Grand strategy: Alone again, naturally
Since the 2003 invasion of Iraq, the Bush Administration has insisted on, whenever possible, going it alone. The “coalition of the willing” was, short of acting without any allies at all, the furthest the Bush Administration could have gone from the traditional American approach to coalition warfare. In domestic politics, the Administration, once it got a poorly-worded approval from Congress to attack Iraq, shoved the other two branches of the federal government aside. In fact, the Administration deliberately excluded or neutralized important parts of the executive branch, most notably the State Department and CIA. To a startling degree, a narrow part of the US government, the White House and the Department of Defense, prosecuted a war with a far weaker alliance than the United States used in previous conflicts of this scale.
The “new” strategy for Iraq, the so-called “surge” of 20,000 troops, primarily in Baghdad, does nothing to break the Administration out of its imperious solitude. Foreign governments are not providing additional troops, money, or even rhetorical support. The Administration has not revised its Iraq alliance, a brittle arrangement in which there is no formal obstacle to the British leaving at any time, and severe doubt that the Iraqi government is even fighting the same war as the United States. There was no sweeping re-formulation, in which regional powers, NATO, or the United Nations made new commitments to ending, reducing, or containing the violence in Iraq.
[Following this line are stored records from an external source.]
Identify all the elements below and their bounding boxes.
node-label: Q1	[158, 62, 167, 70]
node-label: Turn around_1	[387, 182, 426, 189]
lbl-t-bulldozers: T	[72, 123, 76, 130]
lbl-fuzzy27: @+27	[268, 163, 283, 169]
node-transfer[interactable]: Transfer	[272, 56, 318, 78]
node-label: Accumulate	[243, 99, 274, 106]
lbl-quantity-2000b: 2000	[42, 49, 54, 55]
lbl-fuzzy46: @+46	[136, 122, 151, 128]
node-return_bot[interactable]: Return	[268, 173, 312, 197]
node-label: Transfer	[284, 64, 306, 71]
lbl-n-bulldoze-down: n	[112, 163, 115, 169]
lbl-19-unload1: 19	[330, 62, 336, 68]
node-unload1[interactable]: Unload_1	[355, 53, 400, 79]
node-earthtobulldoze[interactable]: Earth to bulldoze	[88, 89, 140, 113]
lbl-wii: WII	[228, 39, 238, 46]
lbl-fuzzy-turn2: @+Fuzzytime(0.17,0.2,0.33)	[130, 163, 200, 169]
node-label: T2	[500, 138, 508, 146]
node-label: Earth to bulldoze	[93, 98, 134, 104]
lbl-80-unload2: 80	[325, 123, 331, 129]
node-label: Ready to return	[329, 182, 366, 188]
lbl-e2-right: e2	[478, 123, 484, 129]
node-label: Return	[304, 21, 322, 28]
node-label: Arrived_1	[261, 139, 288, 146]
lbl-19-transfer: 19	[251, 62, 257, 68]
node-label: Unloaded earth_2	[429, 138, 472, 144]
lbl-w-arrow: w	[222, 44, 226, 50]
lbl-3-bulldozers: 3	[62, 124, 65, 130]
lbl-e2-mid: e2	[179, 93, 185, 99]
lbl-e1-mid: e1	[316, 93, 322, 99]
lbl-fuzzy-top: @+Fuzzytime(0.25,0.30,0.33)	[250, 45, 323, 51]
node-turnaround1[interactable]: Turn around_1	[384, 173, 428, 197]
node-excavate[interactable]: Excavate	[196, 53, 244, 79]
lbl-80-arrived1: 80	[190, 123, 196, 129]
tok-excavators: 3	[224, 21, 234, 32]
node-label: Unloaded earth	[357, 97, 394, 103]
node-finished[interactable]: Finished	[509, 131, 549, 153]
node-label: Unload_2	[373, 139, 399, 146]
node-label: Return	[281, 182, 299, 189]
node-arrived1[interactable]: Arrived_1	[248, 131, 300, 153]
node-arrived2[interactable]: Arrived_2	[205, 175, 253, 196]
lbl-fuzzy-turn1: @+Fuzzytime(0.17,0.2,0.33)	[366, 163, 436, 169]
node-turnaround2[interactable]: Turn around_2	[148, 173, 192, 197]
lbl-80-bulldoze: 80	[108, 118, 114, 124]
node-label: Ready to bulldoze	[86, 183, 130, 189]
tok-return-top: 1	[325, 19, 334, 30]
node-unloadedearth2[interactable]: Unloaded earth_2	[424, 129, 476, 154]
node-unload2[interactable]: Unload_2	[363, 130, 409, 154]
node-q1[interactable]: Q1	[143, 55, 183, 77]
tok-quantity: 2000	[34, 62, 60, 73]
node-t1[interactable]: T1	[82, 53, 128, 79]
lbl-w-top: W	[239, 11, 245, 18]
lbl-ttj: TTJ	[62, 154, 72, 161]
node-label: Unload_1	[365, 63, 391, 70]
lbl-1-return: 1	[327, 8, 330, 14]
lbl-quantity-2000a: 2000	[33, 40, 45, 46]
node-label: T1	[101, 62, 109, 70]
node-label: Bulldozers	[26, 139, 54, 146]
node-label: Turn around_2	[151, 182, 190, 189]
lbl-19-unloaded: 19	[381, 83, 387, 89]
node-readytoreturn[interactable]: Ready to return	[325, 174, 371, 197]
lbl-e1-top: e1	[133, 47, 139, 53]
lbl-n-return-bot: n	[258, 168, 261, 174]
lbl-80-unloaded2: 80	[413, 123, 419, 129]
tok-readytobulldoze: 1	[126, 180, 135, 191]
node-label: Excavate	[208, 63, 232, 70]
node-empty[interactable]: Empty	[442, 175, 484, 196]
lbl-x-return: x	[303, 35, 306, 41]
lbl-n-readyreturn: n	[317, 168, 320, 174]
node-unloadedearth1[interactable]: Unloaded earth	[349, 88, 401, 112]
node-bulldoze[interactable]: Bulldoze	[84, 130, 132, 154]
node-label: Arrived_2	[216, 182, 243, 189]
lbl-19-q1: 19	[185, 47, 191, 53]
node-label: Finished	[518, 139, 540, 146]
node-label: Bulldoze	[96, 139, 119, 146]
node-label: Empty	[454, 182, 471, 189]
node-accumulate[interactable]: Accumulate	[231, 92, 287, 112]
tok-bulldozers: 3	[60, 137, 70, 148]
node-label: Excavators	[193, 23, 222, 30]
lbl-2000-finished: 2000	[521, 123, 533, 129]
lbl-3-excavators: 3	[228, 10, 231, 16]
Within the US government, the proposed escalation—surge, augmentation, spike, spurt, whatever—hasn’t changed the Bush Adminisration’s relationship with other parts of the US government. Quite the opposite: the Administration is already digging in its heels during the first round of hearings, such as Attorney General Alberto Gonzales’ recent testimony. If there are private talks between the Administration and the new House and Senate leadership, so what? Politically and constitutionally, the important next moves will occur in the open. Negotiating with the legislative branch of government is not like negotiating with Iran or Syria.
The "surge" changes nothing about the Bush Administration's radically different version of American grand strategy. If you have any doubts, look at how little has changed outside of Iraq. Iran continues its march towards nuclear weapons. North Korea has not budged, either on its nuclear weapons program, or anything else. China continues to assert its independence, most recently by trying to blind US spy satellites. Russian continues its effort to cement a sphere of influence and a separate direction from the West. Relations with the European Community have not changed. Whatever the merits or faults of the "surge" as a policy toward Iraq, it is certainly not a new direction for US foreign policy.
In announcing the strategy, the White House clearly tried to signal that something had changed. Unfortunately, moving the camera from one Presidential set to another did not alter one of the iconic images of the Iraq war: George W. Bush, speaking alone to the camera.
How can you say nothing has changed? They got the surge plan from a completely different American Enterprise Institute fellow than they got the original occupation plan from.